Tuesday, April 24, 2007

Joyful Home-Part 5

First of all, let me say that my children are wonderful. Furthermore, let me say that the fact of their being wonderful is essential to the rest of the things that I have to say to you. It is not essential in the sense that my children need to be perfect in order to teach you something about raising godly kids. That is not really what I mean. I do think that I have to have some moral authority in order to speak to you on this subject. Thus, my children should be well behaved, godly, happy examples. It would be no help to you to write these things if my own children had already turned out stinkers. So, they should be good children by a fairly high objective standard. I think they meet that standard.

What I mean by ‘my children are wonderful’ has as much to do with my wife and I as it does to do with them. What I want to say is that we are pleased with them. And this pleasure derives not just in their external behavior towards us but in the very fact of being parents and the joy that it brings us to be their parents.

A word of caution here. This is much more than just thinking that you love your children and then turning a blind eye to their every fault. Children can be pleasant or unpleasant based upon how they behave. And that behavior is largely governed by the parent’s ability to see, even with some objectivity, and then to act. Some parents cannot see anything negative in regards to their own children and thus fail to teach them or discipline them in any way. The Bible has a word for this. It is called hatred.

Other parents, however, see far too much. Actually, seeing is not the problem. How you see is the problem. Some parents, especially those who are trying to do a really, really good job of raising their children, can ‘only’ see defects and they spend all of their time chasing down those defects. In this case, the children are not good enough and never will be. There is a bias towards perfectionism on the part of the parent that can never allow the children to have passed the test. That kind of parent will never be able to say, along with me, that “My children are wonderful.”

By wonderful I do not mean perfect. By wonderful I do not mean sinless. My kids make lots of mistakes. They commit plenty of sins. I try to look at them with my eyes open, seeing that they are sinners, immature, still a tad foolish. This is the way they are because they are children.

However, the fact that they are children does not take from me the great pleasure of enjoying them. It is helpful for us to understand this. I think many Christians, perhaps especially in our own Reformed tradition, misunderstand God, and then reenact that misunderstanding as they parent their own children. They see God as an austere Father who cannot tolerate sin in any fashion, Who is just waiting for us to slip up so that He can squash us. Is it any wonder that fathers who view the Father this way, tend to be harsh, critical and unpleased?

I must confess that I must fight this tendency. I think moms tend to be more critical of girls, dads to their sons. But there is so much in our children to be pleased with. Why not see it and find great pleasure? It is not the same thing to have high standards for your children in behavior, education and Christian witness and to be highly critical when they do not meet your perfectionistic standards. In fact, if you have high standards the children will tend to live up to them or at least live up towards them. But if you are highly critical about shortcomings, then the children will react against this. They can feel, even if they cannot understand, the hypocrisy of your demands and your behavior. Your hypercritical attitude is far worse than their failure to vacuum the carpet just so, or set the table just right, or put the napkin on the lap at the right time. Your critical attitude is even worse than their sour face towards sister, a lazy morning of school work, or a host of other shortcomings.

I will discuss these issues more as we discuss the needed pleasant aroma of the home in raising godly children. However, suffice to say here that in order to say that your children are wonderful you have to see that it is actually the case, believe it and act as if it was so.

I really do think my children are wonderful. We still have a lot of work to do with some of them. The oldest is seventeen. We are mostly done training her in our home. She should be an adult now. We just need to learn how to let her stand on her own feet. The youngest is five. He still needs a lot of day to day training. But for both of them, and the four in between, it truly has been a labor of, not only love, but also pleasure, in training them up in the way that they should go. By God’s grace, we have not been disappointed. They are all a testament of God’s grace to us and to our children.

A last word about our children that also applies to yours. This job of parenting is done by the grace of God. We can see by the fruit that we have done well. Not perfect. There are many better parents. Can’t say that I have seen better children, though. Remember, mine are wonderful. But this is not done by perfect parents who have read all the right books and have the perfect answer to every potential problem. Raising children takes wisdom by relying upon God’s Holy Spirit to lead.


Nothing but an exact reproduction of the records, pictures excluded, should be returned.
──────── Listed records ────────
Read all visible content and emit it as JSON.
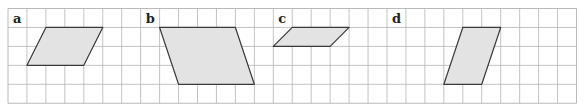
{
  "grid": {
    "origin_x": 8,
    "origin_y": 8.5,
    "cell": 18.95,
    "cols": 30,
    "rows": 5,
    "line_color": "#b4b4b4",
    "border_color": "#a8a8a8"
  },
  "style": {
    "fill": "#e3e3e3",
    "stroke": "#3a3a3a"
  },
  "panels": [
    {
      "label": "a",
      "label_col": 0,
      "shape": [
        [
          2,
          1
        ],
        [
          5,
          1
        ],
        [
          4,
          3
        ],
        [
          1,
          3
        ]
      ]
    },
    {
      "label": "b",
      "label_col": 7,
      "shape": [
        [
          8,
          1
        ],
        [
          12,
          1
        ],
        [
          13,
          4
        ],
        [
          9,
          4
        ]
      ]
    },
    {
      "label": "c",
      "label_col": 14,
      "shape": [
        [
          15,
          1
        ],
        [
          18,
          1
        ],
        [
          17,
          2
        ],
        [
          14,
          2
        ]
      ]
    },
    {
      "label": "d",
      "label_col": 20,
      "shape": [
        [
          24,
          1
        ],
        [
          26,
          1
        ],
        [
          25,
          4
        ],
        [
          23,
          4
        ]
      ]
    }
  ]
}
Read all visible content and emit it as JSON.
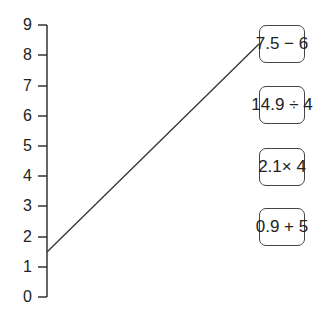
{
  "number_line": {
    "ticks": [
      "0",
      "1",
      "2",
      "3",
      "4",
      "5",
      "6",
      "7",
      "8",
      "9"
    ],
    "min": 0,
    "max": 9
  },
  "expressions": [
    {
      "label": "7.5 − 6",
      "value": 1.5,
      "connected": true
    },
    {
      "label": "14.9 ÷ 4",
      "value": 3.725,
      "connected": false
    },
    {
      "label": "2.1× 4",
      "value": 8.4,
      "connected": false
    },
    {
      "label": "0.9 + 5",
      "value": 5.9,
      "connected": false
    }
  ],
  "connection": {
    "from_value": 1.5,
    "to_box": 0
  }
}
────────
§ Exercise output
Read all visible content and emit it as JSON.
{
  "grid": {
    "origin_x": 8,
    "origin_y": 8.5,
    "cell": 18.95,
    "cols": 30,
    "rows": 5,
    "line_color": "#b4b4b4",
    "border_color": "#a8a8a8"
  },
  "style": {
    "fill": "#e3e3e3",
    "stroke": "#3a3a3a"
  },
  "panels": [
    {
      "label": "a",
      "label_col": 0,
      "shape": [
        [
          2,
          1
        ],
        [
          5,
          1
        ],
        [
          4,
          3
        ],
        [
          1,
          3
        ]
      ]
    },
    {
      "label": "b",
      "label_col": 7,
      "shape": [
        [
          8,
          1
        ],
        [
          12,
          1
        ],
        [
          13,
          4
        ],
        [
          9,
          4
        ]
      ]
    },
    {
      "label": "c",
      "label_col": 14,
      "shape": [
        [
          15,
          1
        ],
        [
          18,
          1
        ],
        [
          17,
          2
        ],
        [
          14,
          2
        ]
      ]
    },
    {
      "label": "d",
      "label_col": 20,
      "shape": [
        [
          24,
          1
        ],
        [
          26,
          1
        ],
        [
          25,
          4
        ],
        [
          23,
          4
        ]
      ]
    }
  ]
}
Read all visible content and emit it as JSON.
{
  "number_line": {
    "ticks": [
      "0",
      "1",
      "2",
      "3",
      "4",
      "5",
      "6",
      "7",
      "8",
      "9"
    ],
    "min": 0,
    "max": 9
  },
  "expressions": [
    {
      "label": "7.5 − 6",
      "value": 1.5,
      "connected": true
    },
    {
      "label": "14.9 ÷ 4",
      "value": 3.725,
      "connected": false
    },
    {
      "label": "2.1× 4",
      "value": 8.4,
      "connected": false
    },
    {
      "label": "0.9 + 5",
      "value": 5.9,
      "connected": false
    }
  ],
  "connection": {
    "from_value": 1.5,
    "to_box": 0
  }
}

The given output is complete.